As I gather information for the reports that Jeff and I produce for Ag Markets and More, I often stumble onto interesting stories that I'd like to share. However, I know that to distill them down to the allotted three minutes would wring all of the flavor out of them.
Thursday's report is a good example of that. I called water managers around the Four Corners to see what the outlook was for water supplies for irrigation this sumer.
Information from Southwest Colorado managers confirmed that farmers are probably going to get full irrigation water supplies, with both McPhee and Jackson Gulch Reservoirs full. Norman Johnson, Manager of San Juan Water Conservancy District, Blanding, surprised me when he reported that southeast Utah farmers were keeping what water was available in Recapture Reservoir for this season, because they really didn't have enough to do a good job of irrigation for the fifth straight year.
I found a story when I called Jim Rogers, Board of Directors Member for the San Juan Agricultural Water Users Association in Northwest New Mexico. He had spent his life working and irrigation land east of Shiprock. He had just finished his morning irrigation sets, and was a bit frustrated because releases from Navajo Dam into the San Juan River were threatening irrigation structures on the ditch.
The releases were based on Bureau of Reclamation criteria set for environmental concerns, without regard to the needs of farmers along the river. He was concerned that these large flows would expend a lot of water early in the growing season, and leave shortages in the hot months of July and August.
Rogers explained that the irrigation structures in the ditch were built many years ago, and had been maintained ever since by the farmers who received their irrigation water from it, with no help from grants or state or federal funding. When the ditch was first established decades ago, farmers used what ever mean were available to them to make a usable irrigation ditch. Since they had no other way to build a check dam in the river, they filled pockets in their overalls with rocks, and waded into the river time after time to drop them into a pile, thus creating the dam that directed water into the ditch inlet.

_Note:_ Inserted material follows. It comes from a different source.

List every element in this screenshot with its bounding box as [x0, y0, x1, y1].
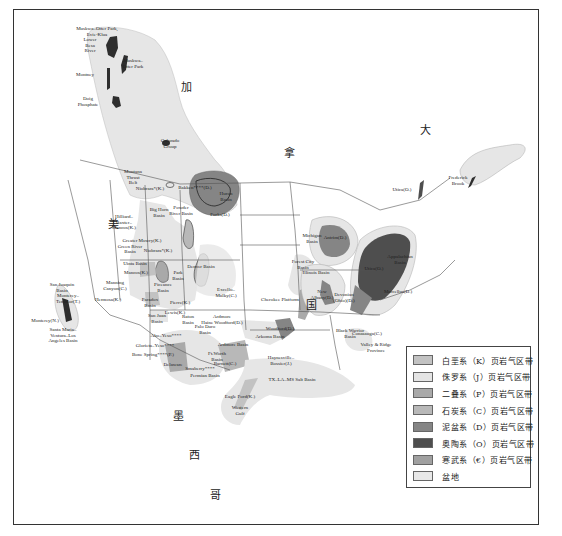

This story isn't unique. In farming communities throughout southwest Colorado and northwest New Mexico, water has been diverted from rivers to grow crops for a century or more. Farmers today are often admonished for “wasting water” that is much more valuable when it flows downstream to Las Vegas and Southern California. But, is it reasonable to expect that these farmers would be willing to voluntarily give up their way of life and sacrifice their communities so that big city residents can water their blue grass lawns, build condos on the shores of man made lakes and water golf courses in the desert?